Sage Electrochromics has spent more than two decades perfecting a technology that tints glass against sunlight and heat. But the Fairbault, Minn.–based manufacturer hadn’t made headway selling its products to residential window makers such as Andersen or Marvin because Sage didn't have the capacity to mass-produce its product for new-home construction, and therefore couldn't offer it cost effectively.
That all changed this past November, when Saint-Gobain, the global building products supplier, invested $80 million to acquire a 50 percent stake in Sage. This alliance—along with $72 million in loan guarantees from the DOE and a $1 million loan from the state of Minnesota—enabled Sage to break ground on a 300,000-square-foot, $135 million electrochromic glass plant, which should go online in the third quarter of 2012, says Jim Wilson, Sage’s chief marketing officer.

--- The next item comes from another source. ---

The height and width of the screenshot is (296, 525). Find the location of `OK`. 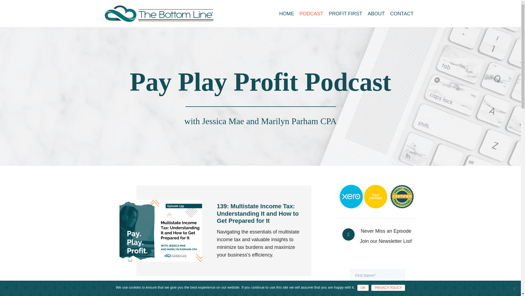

France-based Saint-Gobain will share patents, research, and development with Sage, and market Sage’s glass under its Quantum Glass brand, which Saint-Gobain launched in 2009. Thomas Bertin-Mourot, Quantum’s president and Saint-Gobain’s vice president of marketing, says Quantum plans to open offices in the U.S. in the first quarter of 2011.
Without getting technical, Wilson explains how electrochromics work: Up to five layers of ceramic film are applied to glass. A low-voltage electrical current stimulates lithium ions from one layer to another to create elements that provide barriers to heat and light, which are absorbed and reradiated from the glass surface. “It’s like looking through dark sunglasses,” says Wilson about the tinting, which is programmable electronically.
At least for the next several years, Bertin-Mourot thinks demand will come primarily from commercial and industrial sectors seeking energy efficiency. Both he and Wilson, though, see aesthetic applications for the high-end residential market, where, says Wilson, “high value focuses on the view.” It could take five years before Sage and Saint-Gobain can lower costs enough to attract residential window makers on a mass scale. But more immediate opportunities might come from skylight suppliers such as Denmark-based Velux, which has experimented with tinted glass before.
“Velux is very interested in the continued advance of electrochromic technology,” says Joe Patrick, Velux America’s national product marketing manager. “Where sunlight is prevalent and intense, this technology has the ability to reduce solar heat gain passing through glass by greater than 70 percent. Such control of light and heat will allow for more building structures that maximize daylighting and a connection to the outdoors through glass windows and skylights, yet have lower operating costs.”